Thursday, May 12, 2005

Check your sources, editors are watching

SACRAMENTO, Calif. - Make sure your sources are correct - and will back up what you print. The Ethics Police are waiting in media grass to pull you over for any infractions.

In my personal blog, I wrote this morning about a columnist at the Sacramento Bee newspaper who was sacked for allegedly making up some people she featured in her column. Did she do it? Doesn't matter.

But what does matter, writers, is that you make sure your sources are locked down tight because if you write for the print media, people (editors) care about this kind of thing. If you are involved in broadcast, the rules are a little looser.

I keep several notebooks with sources lists and dates of contact and all the stuff most of you do, too. But I also keep my notes from interviews for a long time - sometimes years - because I don't want any crap to rain down on me for some petty detail someone takes issue with.

And, as much as I hate the damn things, I think I'm going to start taperecording my interviews.

OP-ED IDEA FOR TODAY - The United Airlines pension scandal is hitting all the front pages, but there a literally thousands of small pension funds that might be in trouble, more due to fiscal mismanagement than anything else. Find a person whose retirement income might be threatened (make sure they exist, please!) and use them as the lead-in to talking about the larger problem of their pension fund. This will require some backgrounding on defined benefit plans and how they work. But after all, you're going to retire someday aren't you?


**ACTIVITY:** Could you show each line of the records that contains the word "group"?

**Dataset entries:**
####################

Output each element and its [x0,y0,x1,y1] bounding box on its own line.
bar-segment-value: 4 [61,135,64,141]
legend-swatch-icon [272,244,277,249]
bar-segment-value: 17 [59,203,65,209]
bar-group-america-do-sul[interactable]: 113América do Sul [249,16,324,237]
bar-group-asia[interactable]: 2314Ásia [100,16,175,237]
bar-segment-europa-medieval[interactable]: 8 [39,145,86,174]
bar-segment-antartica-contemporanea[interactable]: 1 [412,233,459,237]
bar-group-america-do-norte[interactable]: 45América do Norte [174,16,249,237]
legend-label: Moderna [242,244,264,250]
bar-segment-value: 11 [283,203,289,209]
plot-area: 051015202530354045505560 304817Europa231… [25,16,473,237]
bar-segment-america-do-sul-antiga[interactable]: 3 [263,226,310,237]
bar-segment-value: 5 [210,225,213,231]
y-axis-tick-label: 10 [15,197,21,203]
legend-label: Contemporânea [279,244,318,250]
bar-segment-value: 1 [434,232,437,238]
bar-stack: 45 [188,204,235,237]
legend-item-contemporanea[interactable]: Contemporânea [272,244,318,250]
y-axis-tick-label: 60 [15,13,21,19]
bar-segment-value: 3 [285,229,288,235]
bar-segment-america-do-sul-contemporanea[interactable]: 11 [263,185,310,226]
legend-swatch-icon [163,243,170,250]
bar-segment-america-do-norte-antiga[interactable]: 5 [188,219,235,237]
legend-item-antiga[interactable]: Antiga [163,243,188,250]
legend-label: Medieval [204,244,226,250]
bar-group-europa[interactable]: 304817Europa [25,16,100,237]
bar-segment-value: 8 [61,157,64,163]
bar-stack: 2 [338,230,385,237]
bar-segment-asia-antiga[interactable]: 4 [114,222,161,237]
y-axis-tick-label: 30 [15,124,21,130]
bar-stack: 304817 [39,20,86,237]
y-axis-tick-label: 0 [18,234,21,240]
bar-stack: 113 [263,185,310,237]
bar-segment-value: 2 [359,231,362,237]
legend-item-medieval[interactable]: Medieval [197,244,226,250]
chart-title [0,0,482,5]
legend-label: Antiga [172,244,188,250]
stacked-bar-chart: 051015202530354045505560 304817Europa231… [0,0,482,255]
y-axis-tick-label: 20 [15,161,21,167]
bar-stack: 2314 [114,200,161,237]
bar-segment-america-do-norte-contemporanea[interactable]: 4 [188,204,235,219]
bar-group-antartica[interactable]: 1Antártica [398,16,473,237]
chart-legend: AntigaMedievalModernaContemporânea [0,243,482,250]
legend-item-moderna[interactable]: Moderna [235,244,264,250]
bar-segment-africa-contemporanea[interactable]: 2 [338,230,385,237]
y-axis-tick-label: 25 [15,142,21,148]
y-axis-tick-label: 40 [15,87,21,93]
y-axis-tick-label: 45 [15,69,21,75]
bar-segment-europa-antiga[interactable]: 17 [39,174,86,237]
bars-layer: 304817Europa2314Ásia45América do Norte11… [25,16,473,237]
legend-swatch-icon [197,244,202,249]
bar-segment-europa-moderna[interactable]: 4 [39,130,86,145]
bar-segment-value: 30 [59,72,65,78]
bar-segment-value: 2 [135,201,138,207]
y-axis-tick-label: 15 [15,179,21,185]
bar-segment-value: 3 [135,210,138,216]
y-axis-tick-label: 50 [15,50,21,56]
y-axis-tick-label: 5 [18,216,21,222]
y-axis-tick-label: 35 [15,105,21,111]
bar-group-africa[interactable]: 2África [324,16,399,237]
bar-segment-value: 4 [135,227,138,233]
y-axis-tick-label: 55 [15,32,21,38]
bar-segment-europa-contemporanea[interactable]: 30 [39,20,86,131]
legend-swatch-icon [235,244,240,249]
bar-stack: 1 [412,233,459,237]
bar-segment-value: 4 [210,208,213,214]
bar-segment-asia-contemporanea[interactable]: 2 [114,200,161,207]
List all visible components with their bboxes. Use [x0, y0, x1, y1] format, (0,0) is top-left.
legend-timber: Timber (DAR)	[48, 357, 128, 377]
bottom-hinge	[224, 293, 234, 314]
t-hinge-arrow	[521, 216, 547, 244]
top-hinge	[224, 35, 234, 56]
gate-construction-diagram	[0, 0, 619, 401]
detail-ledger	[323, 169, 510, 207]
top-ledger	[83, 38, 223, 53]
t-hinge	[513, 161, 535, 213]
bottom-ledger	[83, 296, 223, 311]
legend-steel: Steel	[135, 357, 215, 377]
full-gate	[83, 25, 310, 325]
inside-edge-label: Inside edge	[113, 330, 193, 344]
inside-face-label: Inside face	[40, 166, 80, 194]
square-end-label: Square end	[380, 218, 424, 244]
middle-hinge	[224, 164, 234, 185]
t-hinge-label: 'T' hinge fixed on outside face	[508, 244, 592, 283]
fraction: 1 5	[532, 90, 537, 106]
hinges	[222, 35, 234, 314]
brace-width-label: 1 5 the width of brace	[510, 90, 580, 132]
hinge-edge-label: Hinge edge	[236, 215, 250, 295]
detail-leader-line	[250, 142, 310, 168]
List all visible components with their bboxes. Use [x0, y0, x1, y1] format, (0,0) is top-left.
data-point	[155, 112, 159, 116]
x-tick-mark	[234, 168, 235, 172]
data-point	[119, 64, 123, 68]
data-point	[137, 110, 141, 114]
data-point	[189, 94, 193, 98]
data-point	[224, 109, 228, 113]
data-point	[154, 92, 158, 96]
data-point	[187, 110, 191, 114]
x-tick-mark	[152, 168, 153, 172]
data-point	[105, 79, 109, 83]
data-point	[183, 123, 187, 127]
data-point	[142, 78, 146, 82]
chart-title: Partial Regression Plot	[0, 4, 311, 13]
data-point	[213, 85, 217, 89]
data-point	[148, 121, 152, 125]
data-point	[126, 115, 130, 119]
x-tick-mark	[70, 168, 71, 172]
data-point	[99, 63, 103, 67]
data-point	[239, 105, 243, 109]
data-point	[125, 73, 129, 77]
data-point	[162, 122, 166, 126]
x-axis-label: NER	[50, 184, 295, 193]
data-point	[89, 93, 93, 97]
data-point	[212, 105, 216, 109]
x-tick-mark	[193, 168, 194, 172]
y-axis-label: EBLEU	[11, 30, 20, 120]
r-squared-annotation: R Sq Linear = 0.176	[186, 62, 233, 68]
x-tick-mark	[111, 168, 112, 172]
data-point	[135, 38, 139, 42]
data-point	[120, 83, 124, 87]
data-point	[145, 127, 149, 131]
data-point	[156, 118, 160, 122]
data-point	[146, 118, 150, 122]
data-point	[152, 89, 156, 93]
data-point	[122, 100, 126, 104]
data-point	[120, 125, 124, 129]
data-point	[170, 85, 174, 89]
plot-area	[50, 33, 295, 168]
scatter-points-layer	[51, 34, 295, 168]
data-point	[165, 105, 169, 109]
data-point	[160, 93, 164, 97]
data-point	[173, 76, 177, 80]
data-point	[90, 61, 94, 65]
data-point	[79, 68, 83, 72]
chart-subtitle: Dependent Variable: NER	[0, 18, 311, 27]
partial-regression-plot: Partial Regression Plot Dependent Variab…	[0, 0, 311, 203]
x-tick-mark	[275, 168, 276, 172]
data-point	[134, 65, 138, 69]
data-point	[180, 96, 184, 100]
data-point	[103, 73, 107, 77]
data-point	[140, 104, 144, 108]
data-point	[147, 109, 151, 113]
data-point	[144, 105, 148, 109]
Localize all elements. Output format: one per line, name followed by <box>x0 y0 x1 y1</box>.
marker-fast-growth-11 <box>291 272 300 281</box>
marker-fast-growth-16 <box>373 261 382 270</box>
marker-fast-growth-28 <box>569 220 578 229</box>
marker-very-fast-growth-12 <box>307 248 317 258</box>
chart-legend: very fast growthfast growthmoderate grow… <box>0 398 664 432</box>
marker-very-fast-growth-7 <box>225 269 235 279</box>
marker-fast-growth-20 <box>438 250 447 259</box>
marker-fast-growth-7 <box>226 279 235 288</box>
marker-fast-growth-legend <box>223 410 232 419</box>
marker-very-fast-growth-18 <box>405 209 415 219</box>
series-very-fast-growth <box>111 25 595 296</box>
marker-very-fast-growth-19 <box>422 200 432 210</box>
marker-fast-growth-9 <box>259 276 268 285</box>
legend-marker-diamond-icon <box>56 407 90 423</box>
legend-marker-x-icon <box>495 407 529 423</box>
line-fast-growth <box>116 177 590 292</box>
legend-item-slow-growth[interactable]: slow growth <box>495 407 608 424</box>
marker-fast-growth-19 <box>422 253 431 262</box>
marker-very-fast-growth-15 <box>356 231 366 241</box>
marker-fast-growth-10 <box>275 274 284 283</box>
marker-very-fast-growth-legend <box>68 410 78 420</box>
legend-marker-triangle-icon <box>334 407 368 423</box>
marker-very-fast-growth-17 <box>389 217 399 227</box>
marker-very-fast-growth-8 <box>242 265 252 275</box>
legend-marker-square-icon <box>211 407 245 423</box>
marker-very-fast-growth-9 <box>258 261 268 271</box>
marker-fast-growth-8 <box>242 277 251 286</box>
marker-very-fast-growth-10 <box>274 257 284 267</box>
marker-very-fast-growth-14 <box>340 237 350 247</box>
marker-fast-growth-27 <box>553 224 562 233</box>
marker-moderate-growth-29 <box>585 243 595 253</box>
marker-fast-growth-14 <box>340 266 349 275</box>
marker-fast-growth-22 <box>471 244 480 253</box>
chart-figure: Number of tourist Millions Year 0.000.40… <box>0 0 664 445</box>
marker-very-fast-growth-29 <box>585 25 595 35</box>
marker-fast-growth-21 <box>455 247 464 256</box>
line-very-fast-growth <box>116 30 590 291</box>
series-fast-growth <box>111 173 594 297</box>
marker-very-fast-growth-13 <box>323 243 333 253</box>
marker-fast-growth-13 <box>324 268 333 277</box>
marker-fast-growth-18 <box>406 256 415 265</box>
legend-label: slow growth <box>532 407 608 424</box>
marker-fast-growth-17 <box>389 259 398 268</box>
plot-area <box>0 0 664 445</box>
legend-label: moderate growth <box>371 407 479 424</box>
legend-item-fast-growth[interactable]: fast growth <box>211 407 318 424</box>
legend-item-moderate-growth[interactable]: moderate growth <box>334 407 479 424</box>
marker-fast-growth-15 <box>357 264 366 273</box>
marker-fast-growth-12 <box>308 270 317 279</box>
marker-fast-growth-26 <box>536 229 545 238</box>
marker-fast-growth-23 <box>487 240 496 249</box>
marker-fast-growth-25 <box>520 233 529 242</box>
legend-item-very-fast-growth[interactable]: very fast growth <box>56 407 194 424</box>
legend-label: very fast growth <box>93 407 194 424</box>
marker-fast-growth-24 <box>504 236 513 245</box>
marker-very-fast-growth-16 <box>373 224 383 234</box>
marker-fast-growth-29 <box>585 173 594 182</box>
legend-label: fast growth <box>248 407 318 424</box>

####################

**OUTPUT FOR THIS TASK:**
bar-group-america-do-sul[interactable]: 113América do Sul [249,16,324,237]
bar-group-asia[interactable]: 2314Ásia [100,16,175,237]
bar-group-america-do-norte[interactable]: 45América do Norte [174,16,249,237]
bar-group-europa[interactable]: 304817Europa [25,16,100,237]
bar-group-antartica[interactable]: 1Antártica [398,16,473,237]
bar-group-africa[interactable]: 2África [324,16,399,237]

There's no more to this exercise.